There was a third church, seemingly the most important of those which Palladius is said to have founded, Cell Fine, “the Church of the Tribes,” in which his tablets and certain books and relics which he had brought from Rome were preserved. Here, and perhaps here only, in the place, unknown to us, where his relics lay, was preserved the memory of Palladius, a mere name. Whatever his qualities may have been, he was too short a time in Ireland to have produced a permanent impression. The historical significance of his appearance there does not lie in any slight ecclesiastical or theological successes he may have accomplished. It is significant because it was the first manifestation in Ireland of the authority of Rome.

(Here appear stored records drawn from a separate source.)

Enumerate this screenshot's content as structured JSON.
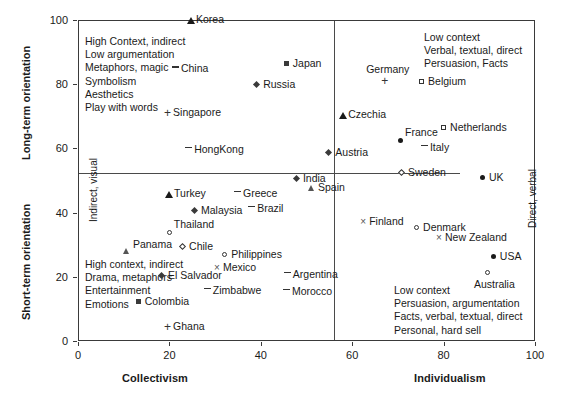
{
  "chart_data": {
    "type": "scatter",
    "title": "",
    "xlabel": "Collectivism / Individualism",
    "ylabel": "Long-term orientation / Short-term orientation",
    "xlim": [
      0,
      100
    ],
    "ylim": [
      0,
      100
    ],
    "xticks": [
      0,
      20,
      40,
      60,
      80,
      100
    ],
    "yticks": [
      0,
      20,
      40,
      60,
      80,
      100
    ],
    "grid": false,
    "legend": "none",
    "axis_labels": {
      "x_left": "Collectivism",
      "x_right": "Individualism",
      "y_top": "Long-term orientation",
      "y_bottom": "Short-term orientation"
    },
    "inner_axis_notes": {
      "left": "Indirect, visual",
      "right": "Direct, verbal"
    },
    "quadrant_notes": {
      "top_left": [
        "High Context, indirect",
        "Low argumentation",
        "Metaphors, magic",
        "Symbolism",
        "Aesthetics",
        "Play with words"
      ],
      "top_right": [
        "Low context",
        "Verbal, textual, direct",
        "Persuasion, Facts"
      ],
      "bottom_left": [
        "High context, indirect",
        "Drama, metaphors",
        "Entertainment",
        "Emotions"
      ],
      "bottom_right": [
        "Low context",
        "Persuasion, argumentation",
        "Facts, verbal, textual, direct",
        "Personal, hard sell"
      ]
    },
    "divider_x": 56,
    "divider_y": 52,
    "points": [
      {
        "label": "Korea",
        "x": 24.5,
        "y": 100.0,
        "marker": "filled-triangle",
        "label_pos": "right"
      },
      {
        "label": "China",
        "x": 21.2,
        "y": 84.7,
        "marker": "dash",
        "label_pos": "right"
      },
      {
        "label": "Japan",
        "x": 45.7,
        "y": 86.3,
        "marker": "filled-square",
        "label_pos": "right"
      },
      {
        "label": "Russia",
        "x": 39.2,
        "y": 79.8,
        "marker": "diamond",
        "label_pos": "right"
      },
      {
        "label": "Germany",
        "x": 67.0,
        "y": 81.0,
        "marker": "plus",
        "label_pos": "above"
      },
      {
        "label": "Belgium",
        "x": 75.3,
        "y": 80.7,
        "marker": "open-square",
        "label_pos": "right"
      },
      {
        "label": "Singapore",
        "x": 19.5,
        "y": 71.0,
        "marker": "plus",
        "label_pos": "right"
      },
      {
        "label": "Czechia",
        "x": 57.8,
        "y": 70.4,
        "marker": "filled-triangle",
        "label_pos": "right"
      },
      {
        "label": "Netherlands",
        "x": 80.1,
        "y": 66.4,
        "marker": "open-square",
        "label_pos": "right"
      },
      {
        "label": "France",
        "x": 70.7,
        "y": 62.3,
        "marker": "filled-circle",
        "label_pos": "above-right"
      },
      {
        "label": "Italy",
        "x": 75.7,
        "y": 60.1,
        "marker": "dash",
        "label_pos": "right"
      },
      {
        "label": "HongKong",
        "x": 24.1,
        "y": 59.5,
        "marker": "dash",
        "label_pos": "right"
      },
      {
        "label": "Austria",
        "x": 55.0,
        "y": 58.6,
        "marker": "diamond",
        "label_pos": "right"
      },
      {
        "label": "Sweden",
        "x": 70.9,
        "y": 52.3,
        "marker": "open-diamond",
        "label_pos": "right"
      },
      {
        "label": "UK",
        "x": 88.6,
        "y": 50.8,
        "marker": "filled-circle",
        "label_pos": "right"
      },
      {
        "label": "India",
        "x": 47.9,
        "y": 50.5,
        "marker": "diamond",
        "label_pos": "right"
      },
      {
        "label": "Spain",
        "x": 51.2,
        "y": 47.7,
        "marker": "open-triangle",
        "label_pos": "right"
      },
      {
        "label": "Turkey",
        "x": 19.7,
        "y": 45.8,
        "marker": "filled-triangle",
        "label_pos": "right"
      },
      {
        "label": "Greece",
        "x": 34.8,
        "y": 45.8,
        "marker": "dash",
        "label_pos": "right"
      },
      {
        "label": "Malaysia",
        "x": 25.6,
        "y": 40.5,
        "marker": "diamond",
        "label_pos": "right"
      },
      {
        "label": "Brazil",
        "x": 37.9,
        "y": 41.1,
        "marker": "dash",
        "label_pos": "right"
      },
      {
        "label": "Finland",
        "x": 62.4,
        "y": 37.1,
        "marker": "cross",
        "label_pos": "right"
      },
      {
        "label": "Denmark",
        "x": 74.2,
        "y": 35.2,
        "marker": "open-circle",
        "label_pos": "right"
      },
      {
        "label": "New Zealand",
        "x": 79.0,
        "y": 32.1,
        "marker": "cross",
        "label_pos": "right"
      },
      {
        "label": "Thailand",
        "x": 20.1,
        "y": 33.6,
        "marker": "open-circle",
        "label_pos": "above-right"
      },
      {
        "label": "Panama",
        "x": 10.7,
        "y": 30.0,
        "marker": "open-triangle",
        "label_pos": "right"
      },
      {
        "label": "Chile",
        "x": 23.0,
        "y": 29.3,
        "marker": "open-diamond",
        "label_pos": "right"
      },
      {
        "label": "Philippines",
        "x": 32.2,
        "y": 26.8,
        "marker": "open-circle",
        "label_pos": "right"
      },
      {
        "label": "Mexico",
        "x": 30.4,
        "y": 22.7,
        "marker": "cross",
        "label_pos": "right"
      },
      {
        "label": "USA",
        "x": 91.0,
        "y": 26.2,
        "marker": "filled-circle",
        "label_pos": "right"
      },
      {
        "label": "Australia",
        "x": 89.7,
        "y": 21.2,
        "marker": "open-circle",
        "label_pos": "below"
      },
      {
        "label": "El Salvador",
        "x": 18.4,
        "y": 20.2,
        "marker": "diamond",
        "label_pos": "right"
      },
      {
        "label": "Argentina",
        "x": 45.7,
        "y": 20.6,
        "marker": "dash",
        "label_pos": "right"
      },
      {
        "label": "Zimbabwe",
        "x": 28.2,
        "y": 15.6,
        "marker": "dash",
        "label_pos": "right"
      },
      {
        "label": "Morocco",
        "x": 45.5,
        "y": 15.3,
        "marker": "dash",
        "label_pos": "right"
      },
      {
        "label": "Colombia",
        "x": 13.3,
        "y": 12.1,
        "marker": "filled-square",
        "label_pos": "right"
      },
      {
        "label": "Ghana",
        "x": 19.5,
        "y": 4.4,
        "marker": "plus",
        "label_pos": "right"
      }
    ]
  }
}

The secular arm of Rome, in days when Rome was mightier—the arm of Agricola, the arm of Theodosius—had never reached the Scottic coast; it was not till after the mother of the Empire had been besieged and despoiled by barbarian invaders that her new spiritual dominion began to reach out to those remote shores which her worldly power had never sought to gain. The coming of Palladius was the first link in the chain which bound Ireland—for some centuries loosely—to the spiritual centre of western Europe.

But when, seeking vainly for traces of this first comer in the vales of the children of Garrchu or on the holy hill of Donard, we see the memorials in earth and stone of days before Palladius, we are reminded that, if his coming is significant, it is a fact more important still that no secular messengers of Rome had come before him. The superstitious and primitive customs of the island were protected and secured, pure and uncontaminated, by the barrier of sundering seas. If one of the early Roman Emperors had annexed Ireland to their British provinces, ideas of city life and civil government and administration would have been introduced which might have proved a more powerful solvent than Christianity of Celtic and Iberian barbarism. A Roman colonia, a number of Roman towns with municipal organisation, might, in a couple of hundred years, have produced a greater change in civilisation than all the little clerical communities which sprang up in the three or four centuries after the coming of Palladius. It would have been the task of the Roman government to put an end to the incessant petty wars between the kingdoms and tribes, pacisque imponere morem. But the absence of such civilising influence protected and preserved the native traditions, and the curiosity of those who study the development of the human mind may be glad that Ireland lay safe and undisturbed at the end of the world, and that Palladius, nearly a hundred years after the death of Constantine, was the first emissary from Rome.